While PSPA’s brick and mortar school earned a 2024-25 performance grade of B, the remote charter academy earned a grade of F for its first year.

Economically disadvantaged students made up 72.2% of the population at PSPA’s remote charter academy last year, the highest of any remote charter academy or virtual charter in the state, the remote academy report showed.  

A presentation to the State Board of Education (SBE) this fall referenced lower school performance grades at remote academies serving more students from economically disadvantaged backgrounds, while also noting grade variation among these schools.

Schools serving higher percentages of economically disadvantaged students generally posted lower School Performance Grades (SPG). At the same time, some academies performed better than expected, while others fell well below predicted levels. Identifying and sharing effective practices from schools exceeding expectations may help inform improvement strategies for others.

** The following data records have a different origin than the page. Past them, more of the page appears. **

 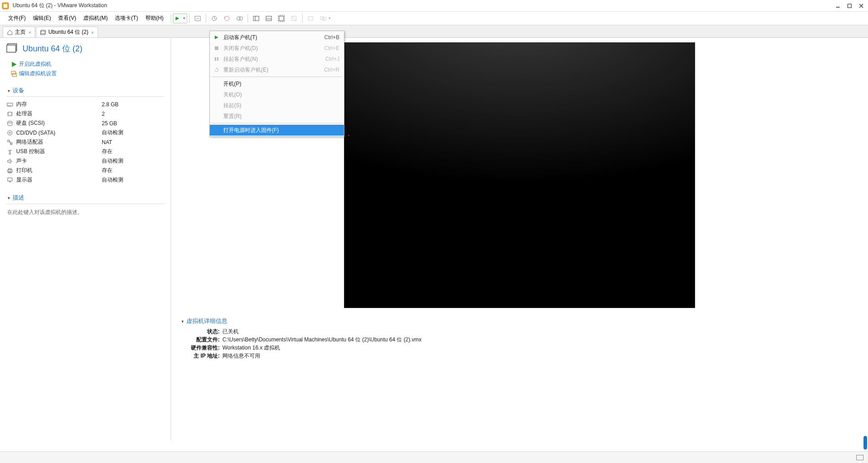 I want to click on snapshot-revert-button, so click(x=227, y=18).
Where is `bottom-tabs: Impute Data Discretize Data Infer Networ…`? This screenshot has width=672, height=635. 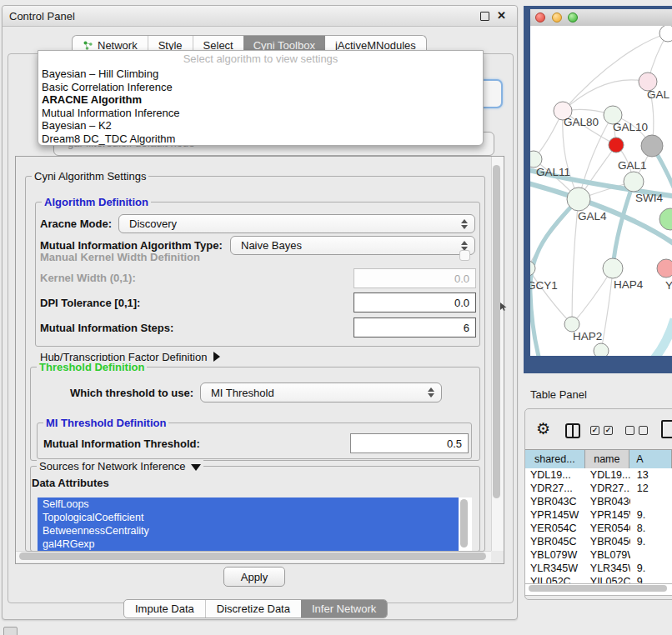
bottom-tabs: Impute Data Discretize Data Infer Networ… is located at coordinates (255, 608).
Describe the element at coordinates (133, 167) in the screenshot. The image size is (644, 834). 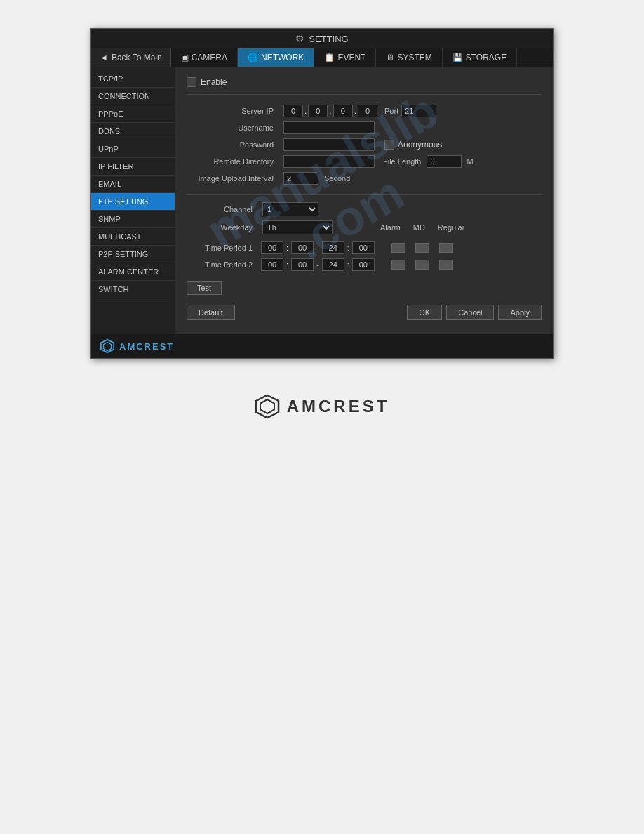
I see `sidebar-item-ipfilter: IP FILTER` at that location.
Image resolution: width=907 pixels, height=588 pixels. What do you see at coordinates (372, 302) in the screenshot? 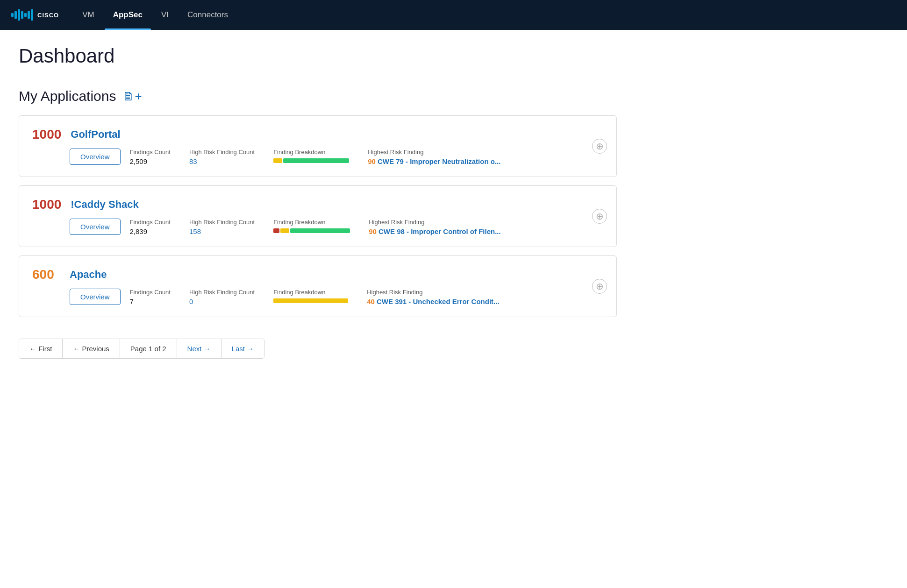
I see `highest-risk-score: 40` at bounding box center [372, 302].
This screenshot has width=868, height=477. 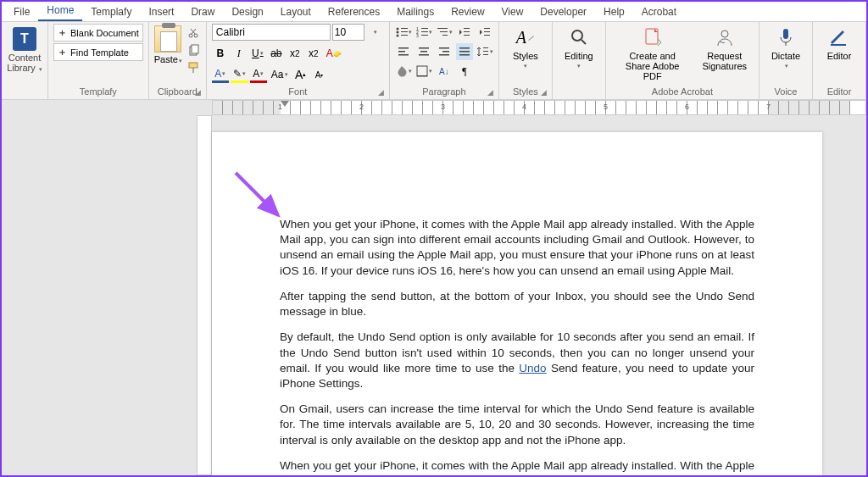 I want to click on justify-button, so click(x=465, y=52).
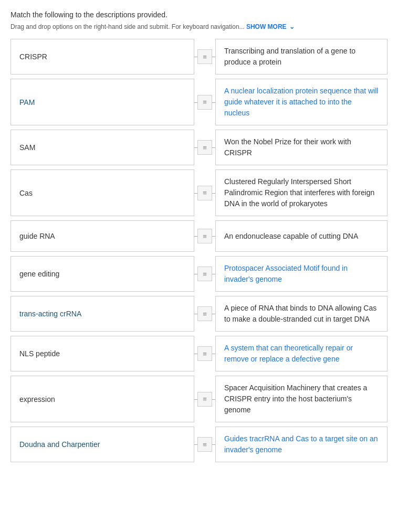 This screenshot has width=398, height=532. I want to click on answer-text: A piece of RNA that binds to DNA allowin…, so click(301, 314).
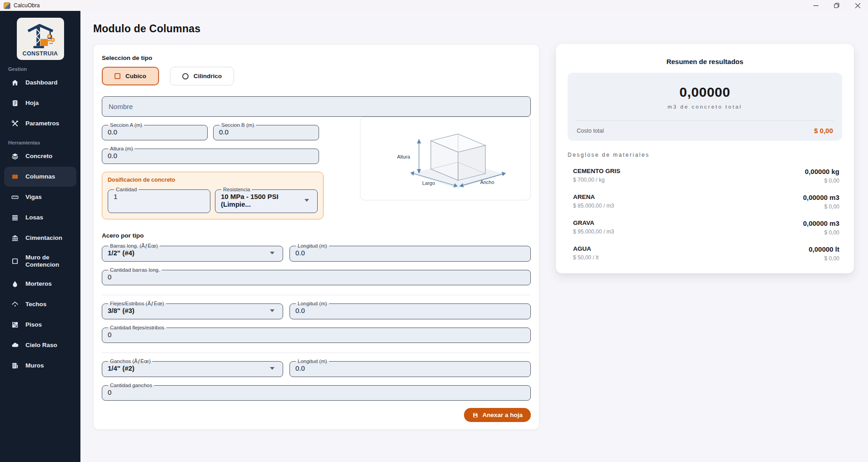 This screenshot has width=868, height=462. What do you see at coordinates (15, 345) in the screenshot?
I see `cloud-icon` at bounding box center [15, 345].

State Board of Education presentation

Separating out school performance grades for traditional and remote charter learning models is important, Friend said. “The students who are in my remote academy are in many ways quite different from the students who come here every single day.”  

Fully virtual students often reflect a more fluid student population compared to students in traditional models, he added. They may move to other learning environments throughout their education or even switch during the same academic year. 

The remote academy pool can also be quite diverse. Students in the fully virtual model may lag behind in credits, Friend said. For some, that environment may represent a last chance to earn a high school diploma. Others in the fully virtual or blended environment, he said, may be “high fliers” who need more flexibility.  

Friend’s experience in online learning has also shaped his expectations around the trajectory of academic improvement. While students may improve during that first year, it typically takes three years in a fully virtual environment to start seeing academic gains, he said.

As the remote academy moves through its second year, changes are ahead.

“We’re still growing,” Friend said. “We still have a lot of work to do.”

One change may involve separating the remote academy into its own school. New state statute allows remote charter academies with 250 or more students to request CSRB permission to operate as a stand-alone charter school. PSPA is moving in that direction, Friend said.

In the end, PSPA’s expansion and growth have prompted reflection on the school’s origins and founders’ enduring commitment to educational quality.

“We all shared a common belief, which is that we wanted to provide a high quality school for the families in a fast growing community. That was the North Star. It always was and still is,” Friend said. “But to go from where we all signed the application in my living room to what we have today is just beyond imagination.”

“We’ve got to make sure that we’re serving our students well,” he added. “(If) we don’t do that, all of this goes away.”


Editor’s note: Kristen Blair currently serves as the communications director for the North Carolina Coalition for Charter Schools. She has written for EdNC since 2015, and EdNC retains editorial control of the content.

Gregg Sinders, the board treasurer at Pine Springs quoted in the article, is also the Coalition’s treasurer. Dave Machado, the Coalition’s executive director (not mentioned in the article) serves on the Pine Springs board.

Kristen Blair

Kristen Blair is a communications consultant and Chapel Hill-based education writer. She has written for EdNC since 2015. She currently serves as the communications director for the North Carolina Coalition for Charter Schools.